A note to self-styled police of the Internet who might want
to suppress this information.
Don't waste your time, unless you can provide a cogent
argument why scholars and researchers should be denied
access to information such as this.
Note that I said
cogent,
not inflammatory rhetoric about how
your children are in danger because of some dry, scholarly
journals and index information that discusses an issue
you don't approve of in a way that makes you uncomfortable.
If you are so inclined, you might want to ask
yourself just why this makes you uncomfortable.
What are you afraid of?
- That the "truth" will be distorted by this
(perhaps unpopular) viewpoint?
True scholars are trained to sort that out.
Leave it to them.
- That otherwise ignorant people
will get ideas from these articles and go out and molest kids?
The responsibility for breaking the law is on those who
break it.
The notion that ideas themselves make people do bad things has been an
argument against free speech since long before the
First Amendment, and will probably always be dragged out
in an attempt to stifle freedom.
Would you suppress the
Qur'an
(Koran) because
a few fringe lunatics will read it, and interpret Allah's
wishes their own way, and kill Westerners?
No. You go after those who burn the embassies and shoot up
peaceful markets, and you leave the ideas alone, or
challenge them with rational arguments and better ideas.
- That children will stumble upon this information on the Web
and be corrupted?
Any child who would give this boring language and these in-depth
presentations a second glance will already have the
mental sophistication to avoid being corrupted by
serious scholarship, and may even
be a scholar herself or himself some day.
Yes, I do have a lawyer who specializes in
(United-States-style) First Amendment issues.
We're on solid ground.
This site does not -- and I do not -- advocate breaking the law in any
way, in any country.
We don't even advocate changing the law.
What this site seeks to do is disseminate information that
has been available for decades, but difficult to find, in
an effort to make the discussion of
these and similar issues better informed and more likely to
help society in the long run.
I will respect whatever laws and regulations society decides is in its best
interests -- even when I don't agree with them --
as long as it has reached that decision by way
of a wide-ranging, free and informed dialogue.
For the record, the journals indexed here contain
information on both sides of the issues discussed,
and both sides are reflected in the indices.
I am interested in the whole truth. You?
Suggestions for other rare material that could be noted
on this Web page are welcome.
That includes sources of information that have a different
viewpoint or emphasis
from what is already here.
Back
to the ExitInterview "Rare Resources" page.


-- WHAT TO WORK ON --
This exercise calls for every line of the data below with the string "cycle" in it.

────

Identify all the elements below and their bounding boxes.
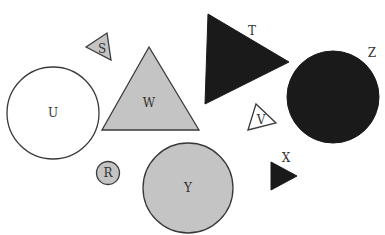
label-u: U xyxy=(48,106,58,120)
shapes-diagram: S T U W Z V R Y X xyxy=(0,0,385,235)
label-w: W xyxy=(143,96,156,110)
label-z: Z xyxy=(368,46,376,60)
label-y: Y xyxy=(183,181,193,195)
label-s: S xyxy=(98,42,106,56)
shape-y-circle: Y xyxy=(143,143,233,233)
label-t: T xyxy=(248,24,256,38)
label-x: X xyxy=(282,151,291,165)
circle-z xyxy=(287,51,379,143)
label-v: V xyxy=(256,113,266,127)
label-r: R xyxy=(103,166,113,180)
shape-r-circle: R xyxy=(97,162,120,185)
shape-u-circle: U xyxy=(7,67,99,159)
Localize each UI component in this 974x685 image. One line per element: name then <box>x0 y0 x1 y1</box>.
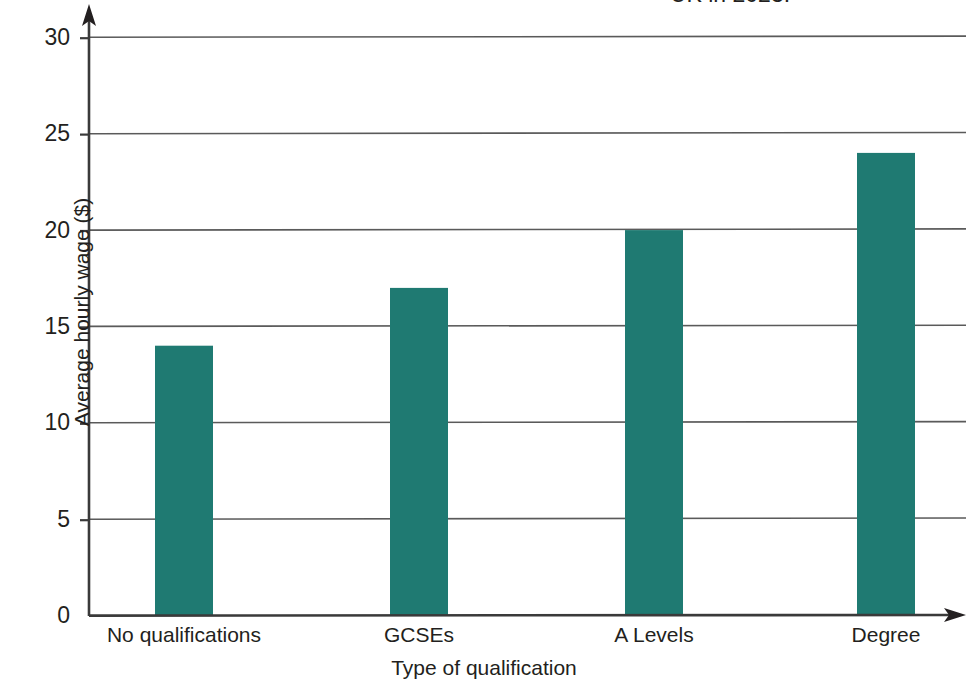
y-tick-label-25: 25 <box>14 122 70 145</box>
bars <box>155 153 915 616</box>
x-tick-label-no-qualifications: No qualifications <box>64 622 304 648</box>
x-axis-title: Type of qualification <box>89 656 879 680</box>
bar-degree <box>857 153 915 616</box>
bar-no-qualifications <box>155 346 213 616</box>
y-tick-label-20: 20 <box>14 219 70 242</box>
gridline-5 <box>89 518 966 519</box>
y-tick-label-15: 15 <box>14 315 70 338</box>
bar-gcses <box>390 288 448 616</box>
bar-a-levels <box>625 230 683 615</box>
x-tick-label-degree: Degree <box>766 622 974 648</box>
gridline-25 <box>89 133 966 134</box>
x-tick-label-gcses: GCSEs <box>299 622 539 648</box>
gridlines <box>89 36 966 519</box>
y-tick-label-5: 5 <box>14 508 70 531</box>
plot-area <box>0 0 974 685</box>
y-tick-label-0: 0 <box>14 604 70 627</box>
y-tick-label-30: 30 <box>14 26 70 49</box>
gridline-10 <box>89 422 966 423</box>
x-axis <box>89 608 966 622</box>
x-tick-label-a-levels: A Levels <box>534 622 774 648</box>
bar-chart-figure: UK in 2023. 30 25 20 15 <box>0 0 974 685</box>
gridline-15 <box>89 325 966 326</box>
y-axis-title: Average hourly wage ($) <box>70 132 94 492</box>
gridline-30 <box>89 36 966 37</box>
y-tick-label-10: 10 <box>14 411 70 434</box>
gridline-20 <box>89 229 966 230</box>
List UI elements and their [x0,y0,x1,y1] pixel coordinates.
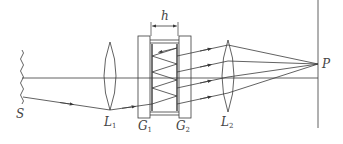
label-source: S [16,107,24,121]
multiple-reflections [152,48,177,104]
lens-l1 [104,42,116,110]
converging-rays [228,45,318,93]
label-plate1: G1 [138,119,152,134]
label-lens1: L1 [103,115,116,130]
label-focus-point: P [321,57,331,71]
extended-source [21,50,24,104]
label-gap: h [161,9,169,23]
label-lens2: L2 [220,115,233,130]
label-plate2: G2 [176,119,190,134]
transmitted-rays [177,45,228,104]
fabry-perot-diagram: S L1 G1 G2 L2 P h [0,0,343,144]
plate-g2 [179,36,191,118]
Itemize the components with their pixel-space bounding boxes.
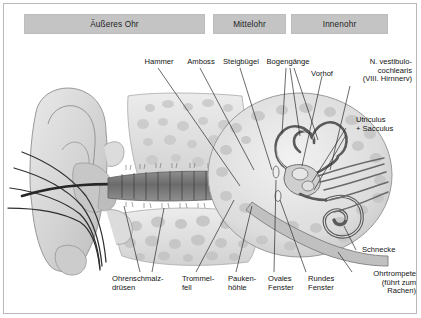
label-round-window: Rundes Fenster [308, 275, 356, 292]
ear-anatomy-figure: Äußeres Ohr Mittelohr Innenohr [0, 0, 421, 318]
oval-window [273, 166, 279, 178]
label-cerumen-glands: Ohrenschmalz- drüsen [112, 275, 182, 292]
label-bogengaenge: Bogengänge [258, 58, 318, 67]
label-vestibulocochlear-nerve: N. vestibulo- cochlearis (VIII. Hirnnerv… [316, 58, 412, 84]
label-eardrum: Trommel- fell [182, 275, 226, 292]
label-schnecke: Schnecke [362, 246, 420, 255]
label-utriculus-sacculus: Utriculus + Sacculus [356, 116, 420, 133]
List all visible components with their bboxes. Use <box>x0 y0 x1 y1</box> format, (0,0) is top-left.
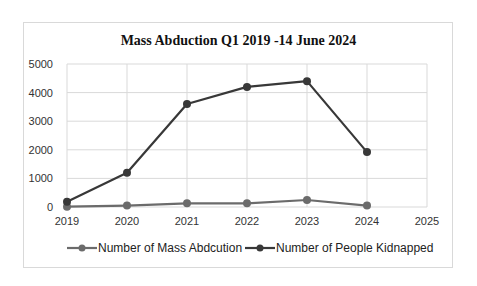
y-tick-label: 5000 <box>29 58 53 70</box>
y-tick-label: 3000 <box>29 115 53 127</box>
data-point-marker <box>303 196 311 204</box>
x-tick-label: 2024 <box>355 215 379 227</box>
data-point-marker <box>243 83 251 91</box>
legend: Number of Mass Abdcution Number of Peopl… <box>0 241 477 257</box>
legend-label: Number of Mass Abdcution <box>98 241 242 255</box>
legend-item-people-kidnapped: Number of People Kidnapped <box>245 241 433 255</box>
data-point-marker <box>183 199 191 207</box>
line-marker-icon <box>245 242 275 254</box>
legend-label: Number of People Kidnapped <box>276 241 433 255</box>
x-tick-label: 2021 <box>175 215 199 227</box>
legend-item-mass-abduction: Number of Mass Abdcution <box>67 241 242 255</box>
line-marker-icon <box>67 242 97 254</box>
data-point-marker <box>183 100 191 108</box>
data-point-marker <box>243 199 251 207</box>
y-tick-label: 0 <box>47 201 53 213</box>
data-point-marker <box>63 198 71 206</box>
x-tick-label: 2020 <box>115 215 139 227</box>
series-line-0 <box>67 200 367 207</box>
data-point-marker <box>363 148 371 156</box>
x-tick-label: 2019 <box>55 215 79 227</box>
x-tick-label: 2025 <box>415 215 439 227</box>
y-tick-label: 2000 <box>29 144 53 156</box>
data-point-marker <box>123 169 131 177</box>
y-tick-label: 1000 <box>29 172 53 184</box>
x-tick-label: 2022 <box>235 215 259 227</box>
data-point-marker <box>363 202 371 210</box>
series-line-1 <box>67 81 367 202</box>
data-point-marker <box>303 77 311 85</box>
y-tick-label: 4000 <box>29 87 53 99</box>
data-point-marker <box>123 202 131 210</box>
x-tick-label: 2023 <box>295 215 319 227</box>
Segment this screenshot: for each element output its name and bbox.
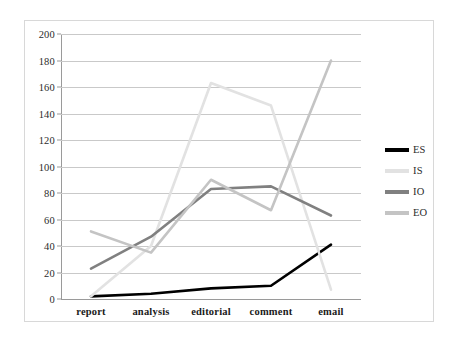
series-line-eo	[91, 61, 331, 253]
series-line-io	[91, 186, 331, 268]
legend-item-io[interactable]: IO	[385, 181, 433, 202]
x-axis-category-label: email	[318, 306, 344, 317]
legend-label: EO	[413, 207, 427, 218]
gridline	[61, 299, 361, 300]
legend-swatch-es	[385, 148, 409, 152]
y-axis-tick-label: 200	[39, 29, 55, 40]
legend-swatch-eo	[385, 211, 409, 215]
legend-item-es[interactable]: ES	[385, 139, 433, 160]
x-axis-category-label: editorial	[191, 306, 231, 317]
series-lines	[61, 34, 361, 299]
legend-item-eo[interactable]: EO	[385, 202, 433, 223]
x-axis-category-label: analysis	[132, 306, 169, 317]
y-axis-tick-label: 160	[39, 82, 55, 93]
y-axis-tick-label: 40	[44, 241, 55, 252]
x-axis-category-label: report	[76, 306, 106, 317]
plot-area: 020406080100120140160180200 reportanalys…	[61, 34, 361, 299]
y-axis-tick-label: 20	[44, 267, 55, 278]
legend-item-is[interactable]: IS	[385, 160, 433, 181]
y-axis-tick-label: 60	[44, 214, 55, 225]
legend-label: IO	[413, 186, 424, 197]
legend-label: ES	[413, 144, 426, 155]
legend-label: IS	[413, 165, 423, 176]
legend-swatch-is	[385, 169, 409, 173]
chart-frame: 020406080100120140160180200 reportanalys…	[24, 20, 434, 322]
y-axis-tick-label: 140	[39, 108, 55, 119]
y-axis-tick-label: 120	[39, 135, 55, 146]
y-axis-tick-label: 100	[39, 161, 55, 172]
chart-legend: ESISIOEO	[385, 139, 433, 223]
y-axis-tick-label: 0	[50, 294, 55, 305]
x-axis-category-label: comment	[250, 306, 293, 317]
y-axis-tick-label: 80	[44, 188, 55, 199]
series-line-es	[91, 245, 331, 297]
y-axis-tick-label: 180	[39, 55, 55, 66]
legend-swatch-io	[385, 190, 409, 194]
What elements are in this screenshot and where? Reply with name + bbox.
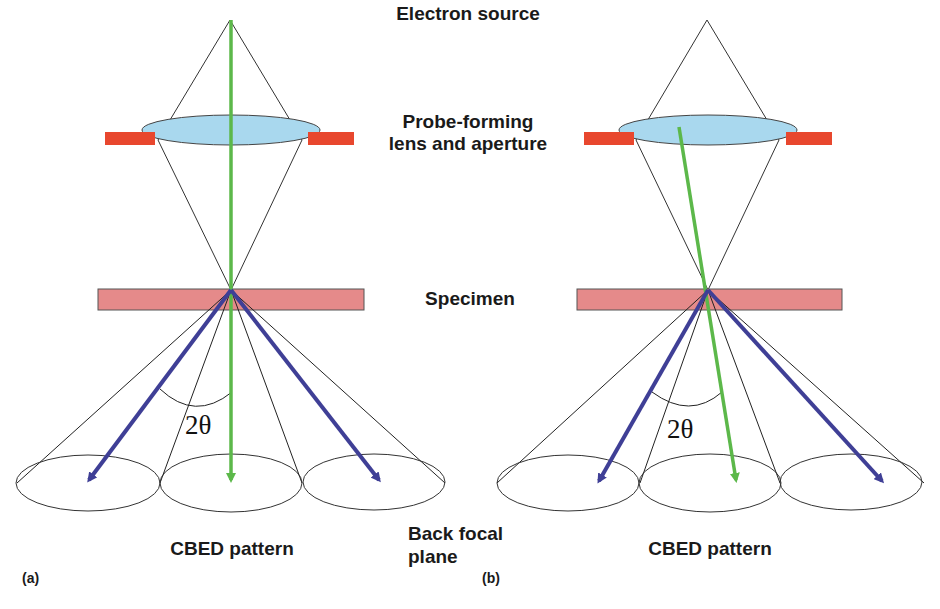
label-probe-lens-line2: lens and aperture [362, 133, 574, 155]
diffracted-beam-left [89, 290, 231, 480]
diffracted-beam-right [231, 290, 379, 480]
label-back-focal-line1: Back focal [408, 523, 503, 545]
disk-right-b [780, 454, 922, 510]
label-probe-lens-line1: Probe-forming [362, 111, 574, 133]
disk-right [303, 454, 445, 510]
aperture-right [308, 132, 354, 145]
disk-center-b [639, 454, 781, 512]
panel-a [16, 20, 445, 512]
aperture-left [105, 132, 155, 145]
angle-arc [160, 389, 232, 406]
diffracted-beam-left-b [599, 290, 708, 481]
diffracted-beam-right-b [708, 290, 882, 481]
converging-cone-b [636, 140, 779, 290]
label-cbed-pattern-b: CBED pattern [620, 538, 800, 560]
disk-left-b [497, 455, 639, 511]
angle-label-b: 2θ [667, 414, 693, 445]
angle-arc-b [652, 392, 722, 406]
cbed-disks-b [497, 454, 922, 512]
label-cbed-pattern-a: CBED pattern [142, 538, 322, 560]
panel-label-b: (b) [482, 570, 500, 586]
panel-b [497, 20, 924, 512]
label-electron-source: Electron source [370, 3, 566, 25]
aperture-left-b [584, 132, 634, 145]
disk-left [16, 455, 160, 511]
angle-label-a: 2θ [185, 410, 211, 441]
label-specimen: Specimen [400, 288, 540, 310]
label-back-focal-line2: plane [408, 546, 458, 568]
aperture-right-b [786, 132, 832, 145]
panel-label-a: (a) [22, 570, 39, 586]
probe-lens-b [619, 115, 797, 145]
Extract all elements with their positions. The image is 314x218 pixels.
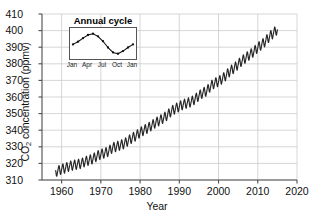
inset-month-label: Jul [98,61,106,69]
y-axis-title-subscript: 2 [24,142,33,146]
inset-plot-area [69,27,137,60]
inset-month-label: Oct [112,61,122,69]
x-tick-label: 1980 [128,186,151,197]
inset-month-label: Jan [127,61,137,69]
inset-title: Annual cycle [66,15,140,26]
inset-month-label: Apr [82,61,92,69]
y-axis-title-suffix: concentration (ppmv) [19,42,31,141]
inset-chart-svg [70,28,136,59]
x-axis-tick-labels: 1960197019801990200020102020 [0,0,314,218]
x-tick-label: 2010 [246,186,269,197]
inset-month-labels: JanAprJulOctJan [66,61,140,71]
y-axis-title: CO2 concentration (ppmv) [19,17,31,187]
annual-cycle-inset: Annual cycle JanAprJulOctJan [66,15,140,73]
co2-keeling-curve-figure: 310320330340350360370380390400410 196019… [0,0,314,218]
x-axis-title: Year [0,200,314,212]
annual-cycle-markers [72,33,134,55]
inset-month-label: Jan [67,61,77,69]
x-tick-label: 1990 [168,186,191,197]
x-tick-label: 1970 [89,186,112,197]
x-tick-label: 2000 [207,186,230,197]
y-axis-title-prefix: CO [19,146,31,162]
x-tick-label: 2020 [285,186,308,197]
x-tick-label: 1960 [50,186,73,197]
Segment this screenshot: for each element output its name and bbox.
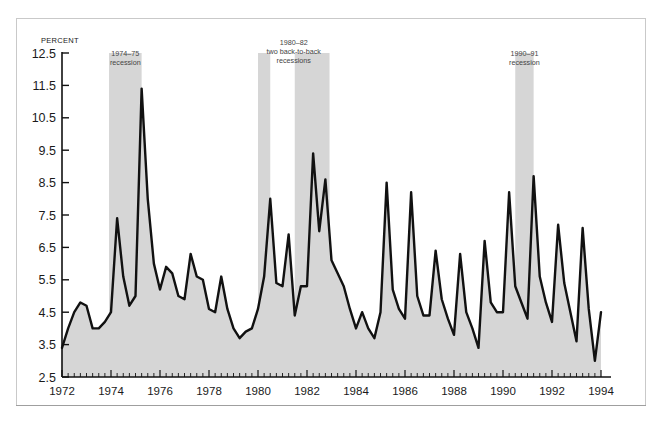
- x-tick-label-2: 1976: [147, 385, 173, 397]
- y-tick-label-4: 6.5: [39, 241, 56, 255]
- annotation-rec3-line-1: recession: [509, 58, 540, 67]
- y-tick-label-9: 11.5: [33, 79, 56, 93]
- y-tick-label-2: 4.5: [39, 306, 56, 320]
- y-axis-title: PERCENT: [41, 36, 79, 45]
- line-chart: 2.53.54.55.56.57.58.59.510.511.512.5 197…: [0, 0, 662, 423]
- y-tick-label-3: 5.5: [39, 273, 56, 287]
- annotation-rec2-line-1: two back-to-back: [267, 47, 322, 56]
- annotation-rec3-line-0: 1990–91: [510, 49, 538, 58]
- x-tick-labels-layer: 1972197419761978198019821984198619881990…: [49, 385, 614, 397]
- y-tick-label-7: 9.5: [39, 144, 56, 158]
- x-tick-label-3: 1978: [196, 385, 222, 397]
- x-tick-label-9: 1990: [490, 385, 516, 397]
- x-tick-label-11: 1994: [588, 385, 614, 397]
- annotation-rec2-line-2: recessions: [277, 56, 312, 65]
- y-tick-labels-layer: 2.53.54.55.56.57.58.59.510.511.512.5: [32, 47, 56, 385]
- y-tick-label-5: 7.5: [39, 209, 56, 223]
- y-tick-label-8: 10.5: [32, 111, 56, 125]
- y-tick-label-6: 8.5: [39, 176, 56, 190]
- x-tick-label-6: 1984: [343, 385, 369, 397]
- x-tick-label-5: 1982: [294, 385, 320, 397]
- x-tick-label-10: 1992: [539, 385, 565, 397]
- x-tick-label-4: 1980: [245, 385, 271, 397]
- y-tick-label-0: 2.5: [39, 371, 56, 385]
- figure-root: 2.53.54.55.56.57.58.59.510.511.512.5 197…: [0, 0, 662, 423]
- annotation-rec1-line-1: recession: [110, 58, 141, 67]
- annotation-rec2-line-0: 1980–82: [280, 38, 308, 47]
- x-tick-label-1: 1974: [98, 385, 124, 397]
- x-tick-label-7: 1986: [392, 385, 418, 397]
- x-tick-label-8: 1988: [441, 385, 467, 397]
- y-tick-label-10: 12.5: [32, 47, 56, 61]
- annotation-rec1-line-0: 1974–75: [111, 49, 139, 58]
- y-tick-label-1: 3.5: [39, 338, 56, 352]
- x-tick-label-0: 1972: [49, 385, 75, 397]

────

-- TASK SOLUTION --
inset-title: Annual cycle [66,15,140,26]
annual-cycle-inset: Annual cycle JanAprJulOctJan [66,15,140,73]
annual-cycle-markers [72,33,134,55]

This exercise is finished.